Emerging Artist: While visiting the Lyndon House, be sure to make your way to the Lounge Gallery for Spence Townsend’s solo exhibition, “Chelsea Patternz and Other Thangs,” a collection of four large paintings derived from two different bodies of work. Townsend, who received a BFA in painting from the University of Southern Mississippi in 2005 and is set to graduate with an MFA in drawing and painting from the Lamar Dodd School of Art later this spring, weaves engaging stories onto each canvas through a fantastical lens. While many of his scenes—which are well worth digging into at spencetownsend.com—are left to the viewer’s interpretation, most are equal parts humor and imagination. Vividly colored and pulsing with energy, they draw influences from beyond fellow artists.
“I feel like literature and music have an equal, if not larger, influence on my work,” says Townsend, citing Kurt Vonnegut, B.C. Pierre, Sylvia Plath and David Foster Wallace as a few of his favorite authors. “Reading stories helps me to formulate point of view, perspective and temporality, which all relate to visual art,” he says. “Likewise, imagining my favorite songs in visual form is a vital exercise for my painting practice. It's helpful for me to think, ‘how would this voice look?’ or ‘what color would this cello be?"
Though the majority of Townsend’s paintings are narrative in nature, “Blind Carbon Dating” and “Pilgrum” are a pair of spontaneously generated mashups full of witty cartoonish characters—Lil Wayne as a caterpillar grins and says “Beetlejuice, Beetlejuice, Beetlejuice,” while a Darth Vader PEZ dispenser claims “I’m your step-father.”

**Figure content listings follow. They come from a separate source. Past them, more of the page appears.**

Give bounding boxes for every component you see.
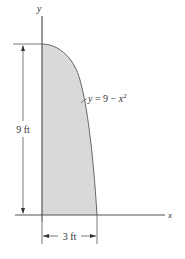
equation-middle: = 9 − [92,93,118,104]
diagram-canvas: y x 9 ft 3 ft y = 9 − x2 [0,0,185,259]
y-axis-label: y [36,3,42,14]
height-dimension-label: 9 ft [16,124,30,135]
x-axis-label: x [167,210,172,220]
arrowhead-up-icon [21,45,25,51]
equation-exponent: 2 [123,92,127,100]
width-dimension-label: 3 ft [63,231,77,242]
arrowhead-left-icon [43,234,49,238]
shaded-region [42,44,97,215]
arrowhead-down-icon [21,208,25,214]
arrowhead-right-icon [90,234,96,238]
curve-equation-label: y = 9 − x2 [87,92,127,104]
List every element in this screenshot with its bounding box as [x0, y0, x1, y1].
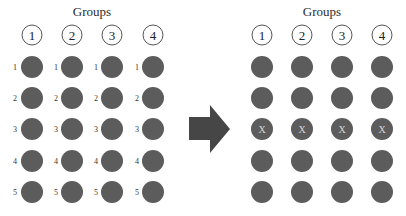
row-label: 1: [13, 63, 17, 72]
left-panel-groups-numbered: Groups 1 2 3 4 1 2 3 4 5 1 2 3 4 5 1 2 3…: [0, 0, 175, 216]
row-label: 5: [135, 188, 139, 197]
participant-dot: [142, 150, 164, 172]
row-label: 5: [94, 188, 98, 197]
participant-dot: [291, 87, 313, 109]
participant-dot: [61, 118, 83, 140]
row-label: 2: [54, 94, 58, 103]
row-label: 3: [13, 125, 17, 134]
participant-dot: [101, 56, 123, 78]
marked-participant-dot: X: [371, 118, 393, 140]
participant-dot: [251, 87, 273, 109]
row-label: 4: [135, 157, 139, 166]
row-label: 5: [13, 188, 17, 197]
participant-dot: [101, 118, 123, 140]
row-label: 3: [94, 125, 98, 134]
participant-dot: [61, 87, 83, 109]
participant-dot: [21, 56, 43, 78]
right-group-header-3: 3: [332, 25, 353, 46]
participant-dot: [251, 150, 273, 172]
participant-dot: [291, 56, 313, 78]
participant-dot: [251, 181, 273, 203]
row-label: 2: [94, 94, 98, 103]
participant-dot: [142, 181, 164, 203]
participant-dot: [331, 87, 353, 109]
participant-dot: [21, 87, 43, 109]
left-group-header-4: 4: [143, 25, 164, 46]
participant-dot: [251, 56, 273, 78]
row-label: 2: [13, 94, 17, 103]
participant-dot: [142, 87, 164, 109]
right-group-header-2: 2: [292, 25, 313, 46]
participant-dot: [21, 118, 43, 140]
participant-dot: [371, 87, 393, 109]
participant-dot: [331, 181, 353, 203]
participant-dot: [371, 181, 393, 203]
participant-dot: [371, 150, 393, 172]
row-label: 1: [54, 63, 58, 72]
left-groups-title: Groups: [73, 4, 111, 20]
participant-dot: [371, 56, 393, 78]
participant-dot: [61, 150, 83, 172]
row-label: 4: [54, 157, 58, 166]
row-label: 1: [135, 63, 139, 72]
row-label: 3: [135, 125, 139, 134]
row-label: 4: [94, 157, 98, 166]
participant-dot: [331, 56, 353, 78]
participant-dot: [331, 150, 353, 172]
participant-dot: [101, 87, 123, 109]
participant-dot: [291, 150, 313, 172]
row-label: 2: [135, 94, 139, 103]
right-arrow-icon: [189, 105, 231, 153]
participant-dot: [61, 181, 83, 203]
participant-dot: [291, 181, 313, 203]
participant-dot: [21, 181, 43, 203]
row-label: 1: [94, 63, 98, 72]
participant-dot: [61, 56, 83, 78]
participant-dot: [101, 181, 123, 203]
participant-dot: [101, 150, 123, 172]
right-groups-title: Groups: [303, 4, 341, 20]
left-group-header-3: 3: [102, 25, 123, 46]
left-group-header-1: 1: [22, 25, 43, 46]
marked-participant-dot: X: [331, 118, 353, 140]
row-label: 5: [54, 188, 58, 197]
right-group-header-1: 1: [252, 25, 273, 46]
participant-dot: [142, 118, 164, 140]
row-label: 3: [54, 125, 58, 134]
right-group-header-4: 4: [372, 25, 393, 46]
participant-dot: [142, 56, 164, 78]
left-group-header-2: 2: [62, 25, 83, 46]
marked-participant-dot: X: [251, 118, 273, 140]
right-panel-groups-marked: Groups 1 2 3 4 X X X X: [230, 0, 406, 216]
row-label: 4: [13, 157, 17, 166]
participant-dot: [21, 150, 43, 172]
marked-participant-dot: X: [291, 118, 313, 140]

“There are a lot of pop culture references, and little phrases that I find funny or odd,” says Townsend. “Often in my sketchbook when I'm brainstorming for narrative ideas, I will make ridiculous lists of these types of things on the tip of my tongue. For this series, rather than refining the list into something coherent, I simply ‘painted the list.’”

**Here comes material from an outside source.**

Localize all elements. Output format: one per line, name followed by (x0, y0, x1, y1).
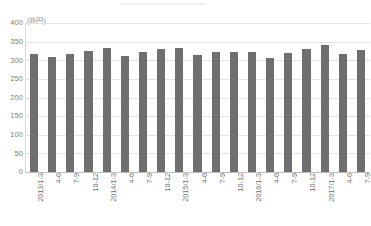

In addition to being a visual artist, Townsend has been performing music for most of his life. Following several years of touring in the punk rock circuit, he’s made three solo recordings, the most recent of which, Aesop Songs, is a companion piece to a series of paintings that illustrate Aesop’s Fables. Much of his research conducted during graduate school has been an exploration into the crossover between art and music, a seemingly natural extension of his ability to bounce back and forth between practices.
“I tentatively started this project during my undergraduate studies over 10 years ago. At this time, I asked volunteers to listen to a piece of music and respond by making a drawing with crayons—one drawing was done by Ian MacKaye from the band Fugazi,” says Townsend. “During grad school at UGA, I've particularly been building on the work of Paul Klee and Mikalojus Konstantinas Čiurlionis. Through using the program MAX/MSP and midi, I've been able to use my bass guitar as a real-time color controller for my computer monitor. This has been a strategy for directly relating the music I write to the colors I use in my paintings. It's still a pretty basic system at this point, but it's been a really helpful exercise and I plan to develop it much further.”
A reception with Townsend will be held in conjunction with the Juried Exhibition on Thursday, Mar. 24, and his show will remain on view through Saturday, Apr. 30.